The agency announced on Thursday that it is spending International Education Day on January 24, for the women and girls of the country.

“There is no country in the world that prohibits women and girls from going to school. Education is a universal human right that must be respectedspeak General Manager Audrey Azoulay.

“The international community has a responsibility to ensure that rights of girls and women in Afghanistan restored immediately. The war against women must end,” she added.

Fear of a ‘lost generation’

Last month, the in fact The Taliban government in Afghanistan forbids young women from going to university.

This follows an earlier directive banning girls from secondary school, enacted just months after the fundamentalist group who ruled in the late 1990s until 2001, regained their rights. force in August 2021, returning to the capital, Kabul.

As a result, Afghanistan is the only country in the world that prohibits access to education for women and girls.

“The country is in danger of losing a generation because educated women are essential to the development of the country,” UNESCO speak earlier this week.

“Afghanistan – or any other country – can’t go forward if half its population is not allowed to pursue an education and participate in public life.”

Girls attend a class at a UNICEF-funded school in Helmand province, Afghanistan.  (file)

Girls attend a class at a UNICEF-funded school in Helmand province, Afghanistan. (file)

Gain and lost

Between 2001 and 2018, Afghanistan recorded one tenfold increase by enrollment at all levels of education, from about one million to 10 million students, according to UNESCO.

The number of girls attending primary school increased from almost zero to 2.5 million.
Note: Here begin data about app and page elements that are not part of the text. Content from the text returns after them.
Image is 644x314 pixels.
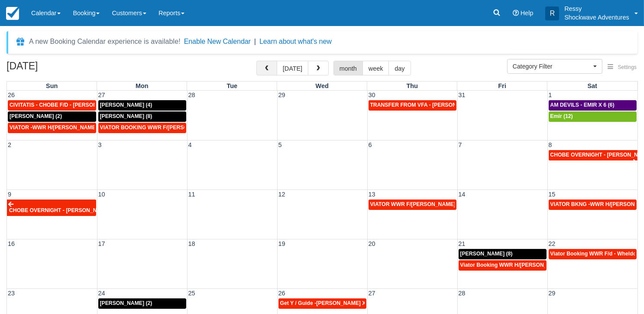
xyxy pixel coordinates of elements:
[184,37,251,46] button: Enable New Calendar
[507,59,602,74] button: Category Filter
[564,13,629,22] p: Shockwave Adventures
[458,240,466,247] span: 21
[135,82,149,89] span: Mon
[100,102,153,108] span: [PERSON_NAME] (4)
[458,191,466,197] span: 14
[461,251,513,256] span: [PERSON_NAME] (8)
[548,290,557,296] span: 29
[7,240,16,247] span: 16
[278,91,286,98] span: 29
[513,10,519,16] i: Help
[7,191,12,197] span: 9
[368,240,376,247] span: 20
[461,262,577,268] span: Viator Booking WWR H/[PERSON_NAME] 2 (2)
[368,100,456,110] a: TRANSFER FROM VFA - [PERSON_NAME] X 7 adults + 2 adults (9)
[7,61,116,77] h2: [DATE]
[459,249,547,259] a: [PERSON_NAME] (8)
[548,240,557,247] span: 22
[7,199,96,216] a: CHOBE OVERNIGHT - [PERSON_NAME] X 2 (2)
[98,111,186,122] a: [PERSON_NAME] (8)
[564,4,629,13] p: Ressy
[368,290,376,296] span: 27
[520,10,534,17] span: Help
[278,191,286,197] span: 12
[618,64,636,70] span: Settings
[459,260,547,271] a: Viator Booking WWR H/[PERSON_NAME] 2 (2)
[7,290,16,296] span: 23
[97,141,103,148] span: 3
[278,290,286,296] span: 26
[188,91,196,98] span: 28
[8,100,96,110] a: CIVITATIS - CHOBE F/D - [PERSON_NAME] X 1 (1)
[100,125,228,130] span: VIATOR BOOKING WWR F/[PERSON_NAME] X1 (1)
[29,37,181,47] div: A new Booking Calendar experience is available!
[188,191,196,197] span: 11
[46,82,58,89] span: Sun
[10,102,135,108] span: CIVITATIS - CHOBE F/D - [PERSON_NAME] X 1 (1)
[370,201,468,207] span: VIATOR WWR F/[PERSON_NAME] 2 (2)
[100,300,153,306] span: [PERSON_NAME] (2)
[363,61,389,76] button: week
[97,240,106,247] span: 17
[548,150,638,160] a: CHOBE OVERNIGHT - [PERSON_NAME] X 2 (2)
[550,102,615,108] span: AM DEVILS - EMIR X 6 (6)
[279,298,366,309] a: Get Y / Guide -[PERSON_NAME] X2 (2)
[407,82,418,89] span: Thu
[368,191,376,197] span: 13
[548,249,637,259] a: Viator Booking WWR F/d - Wheldon, April X 3 (3)
[368,141,373,148] span: 6
[97,290,106,296] span: 24
[548,91,553,98] span: 1
[7,141,12,148] span: 2
[280,300,377,306] span: Get Y / Guide -[PERSON_NAME] X2 (2)
[10,113,62,119] span: [PERSON_NAME] (2)
[368,91,376,98] span: 30
[545,7,559,20] div: R
[498,82,506,89] span: Fri
[458,290,466,296] span: 28
[277,61,308,76] button: [DATE]
[388,61,411,76] button: day
[334,61,363,76] button: month
[550,113,573,119] span: Emir (12)
[602,61,642,74] button: Settings
[548,191,557,197] span: 15
[100,113,153,119] span: [PERSON_NAME] (8)
[98,298,186,309] a: [PERSON_NAME] (2)
[316,82,329,89] span: Wed
[513,62,591,71] span: Category Filter
[10,125,110,130] span: VIATOR -WWR H/[PERSON_NAME] 2 (2)
[98,123,186,133] a: VIATOR BOOKING WWR F/[PERSON_NAME] X1 (1)
[8,123,96,133] a: VIATOR -WWR H/[PERSON_NAME] 2 (2)
[227,82,238,89] span: Tue
[6,7,19,20] img: checkfront-main-nav-mini-logo.png
[97,191,106,197] span: 10
[188,141,192,148] span: 4
[97,91,106,98] span: 27
[548,199,637,210] a: VIATOR BKNG -WWR H/[PERSON_NAME] 2 (2)
[370,102,538,108] span: TRANSFER FROM VFA - [PERSON_NAME] X 7 adults + 2 adults (9)
[98,100,186,110] a: [PERSON_NAME] (4)
[8,111,96,122] a: [PERSON_NAME] (2)
[548,111,637,122] a: Emir (12)
[188,240,196,247] span: 18
[278,240,286,247] span: 19
[188,290,196,296] span: 25
[254,38,256,45] span: |
[587,82,597,89] span: Sat
[7,91,16,98] span: 26
[278,141,283,148] span: 5
[368,199,456,210] a: VIATOR WWR F/[PERSON_NAME] 2 (2)
[260,38,332,45] a: Learn about what's new
[9,207,128,213] span: CHOBE OVERNIGHT - [PERSON_NAME] X 2 (2)
[548,100,637,110] a: AM DEVILS - EMIR X 6 (6)
[548,141,553,148] span: 8
[458,141,463,148] span: 7
[458,91,466,98] span: 31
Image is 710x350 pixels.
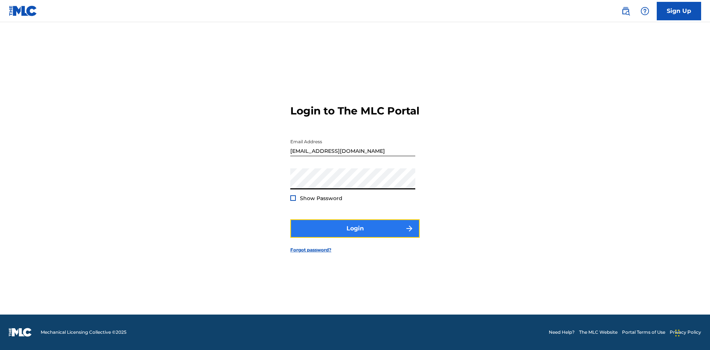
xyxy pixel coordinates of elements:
img: help [640,7,649,16]
a: Privacy Policy [669,329,701,336]
iframe: Chat Widget [673,315,710,350]
a: Sign Up [656,2,701,20]
a: Need Help? [549,329,574,336]
a: Public Search [618,4,633,18]
img: logo [9,328,32,337]
img: MLC Logo [9,6,37,16]
span: Show Password [300,195,342,202]
a: Forgot password? [290,247,331,254]
div: Drag [675,322,679,345]
div: Help [637,4,652,18]
button: Login [290,220,420,238]
a: Portal Terms of Use [622,329,665,336]
img: search [621,7,630,16]
h3: Login to The MLC Portal [290,105,419,118]
a: The MLC Website [579,329,617,336]
span: Mechanical Licensing Collective © 2025 [41,329,126,336]
img: f7272a7cc735f4ea7f67.svg [405,224,414,233]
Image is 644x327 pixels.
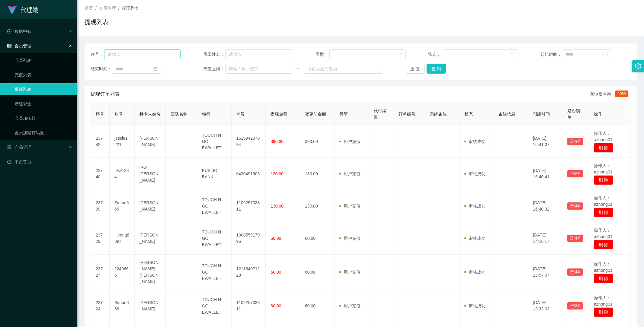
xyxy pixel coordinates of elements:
[202,112,211,116] span: 银行
[464,139,485,144] span: 审核成功
[635,63,641,69] i: 图标: setting
[339,204,361,208] span: 用户充值
[464,303,485,308] span: 审核成功
[528,222,563,255] td: [DATE] 14:16:17
[305,112,326,116] span: 变更前金额
[15,69,72,81] a: 充值列表
[594,163,613,174] span: 操作人：azhong01
[374,108,386,120] span: 代付渠道
[567,268,583,276] button: 已锁单
[300,255,335,290] td: 60.00
[300,290,335,322] td: 60.00
[7,145,31,150] span: 产品管理
[300,158,335,190] td: 130.00
[428,51,442,58] span: 状态：
[85,18,109,26] h1: 提现列表
[270,236,281,240] span: 60.00
[528,190,563,222] td: [DATE] 16:40:32
[91,158,110,190] td: 23740
[270,204,283,208] span: 130.00
[7,44,11,48] i: 图标: table
[170,112,188,116] span: 团队名称
[567,170,583,177] button: 已锁单
[567,202,583,209] button: 已锁单
[232,125,266,158] td: 161594237894
[528,290,563,322] td: [DATE] 13:33:03
[430,112,447,116] span: 系统备注
[594,307,613,317] button: 删 除
[110,125,135,158] td: jessie1221
[91,190,110,222] td: 23739
[7,145,11,149] i: 图标: appstore-o
[90,66,112,72] span: 结束时间：
[15,54,72,66] a: 会员列表
[135,158,166,190] td: liew [PERSON_NAME]
[197,125,232,158] td: TOUCH N GO EWALLET
[300,190,335,222] td: 130.00
[594,261,613,273] span: 操作人：azhong01
[232,158,266,190] td: 6430491903
[225,64,293,74] input: 请输入最小值为
[7,6,17,15] img: logo.9652507e.png
[91,125,110,158] td: 23742
[339,303,361,308] span: 用户充值
[7,29,11,33] i: 图标: check-circle-o
[225,49,293,59] input: 请输入
[135,222,166,255] td: [PERSON_NAME]
[139,112,161,116] span: 持卡人姓名
[7,43,31,48] span: 会员管理
[197,190,232,222] td: TOUCH N GO EWALLET
[528,125,563,158] td: [DATE] 16:41:07
[90,90,120,98] span: 提现订单列表
[95,6,97,10] span: /
[118,6,120,10] span: /
[300,125,335,158] td: 390.00
[511,52,515,57] i: 图标: down
[406,64,425,74] button: 重 置
[567,138,583,145] button: 已锁单
[135,255,166,290] td: [PERSON_NAME] [PERSON_NAME]
[96,112,104,116] span: 序号
[339,112,348,116] span: 类型
[499,112,516,116] span: 备注信息
[270,112,287,116] span: 提现金额
[91,255,110,290] td: 23727
[110,290,135,322] td: Simon666
[567,108,580,120] span: 是否锁单
[232,190,266,222] td: 110925703811
[528,158,563,190] td: [DATE] 16:40:41
[7,156,72,168] a: 图标: dashboard平台首页
[339,139,361,144] span: 用户充值
[203,51,225,58] span: 员工姓名：
[464,270,485,274] span: 审核成功
[99,6,116,10] span: 会员管理
[15,127,72,139] a: 会员加减打码量
[464,204,485,208] span: 审核成功
[339,270,361,274] span: 用户充值
[85,6,93,10] span: 首页
[15,98,72,110] a: 赠送彩金
[7,29,31,34] span: 数据中心
[594,295,613,307] span: 操作人：azhong01
[197,290,232,322] td: TOUCH N GO EWALLET
[464,171,485,176] span: 审核成功
[594,273,613,283] button: 删 除
[594,175,613,185] button: 删 除
[203,66,225,72] span: 充值区间：
[232,255,266,290] td: 121164071223
[110,255,135,290] td: 2240665
[110,190,135,222] td: Simon666
[7,7,39,12] a: 代理端
[541,51,562,58] span: 起始时间：
[232,222,266,255] td: 100855917996
[304,64,383,74] input: 请输入最大值为
[91,290,110,322] td: 23724
[270,171,283,176] span: 130.00
[197,158,232,190] td: PUBLIC BANK
[15,112,72,124] a: 会员加扣款
[135,290,166,322] td: [PERSON_NAME]
[114,112,123,116] span: 账号
[197,255,232,290] td: TOUCH N GO EWALLET
[135,190,166,222] td: [PERSON_NAME]
[594,195,613,207] span: 操作人：azhong01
By August 2021, they make up 4 out of 10 primary school students.

The presence of women in higher education also increased nearly 20-fold: from 5,000 students in 2001 to more than 100,000 two decades later.

Today, 80% of Afghan girls and school-age women, or 2.5 million people, are out of school. The order to suspend higher education for women, announced in December, affects more than 100,000 students studying at government and private institutions.

A basic right

UNESCO calls for immediate and non-negotiable access to education and back to school for all girls and young women in Afghanistan.

“Everyone has the right to education. Everyone. But in Afghanistan, girls and women have been deprived of this basic right,” the agency said.

Over the past two decades, UNESCO has supported the Afghan education system, including running a literacy program for more than 600,000 young people and adults, 60% of whom are women.

Since the Taliban takeover, it has shifted operations to ensure continuity of education through community-based literacy and skills development classes for more than 25,000 youth and adults in 20 provinces.

An advocacy campaign has reached more than 20 million Afghans to raise public awareness of the right to education for young people and adults, especially girls and women.

UNESCO is also working on an initiative to ensure education data is reliable so partners can directly fund the needs that matter most.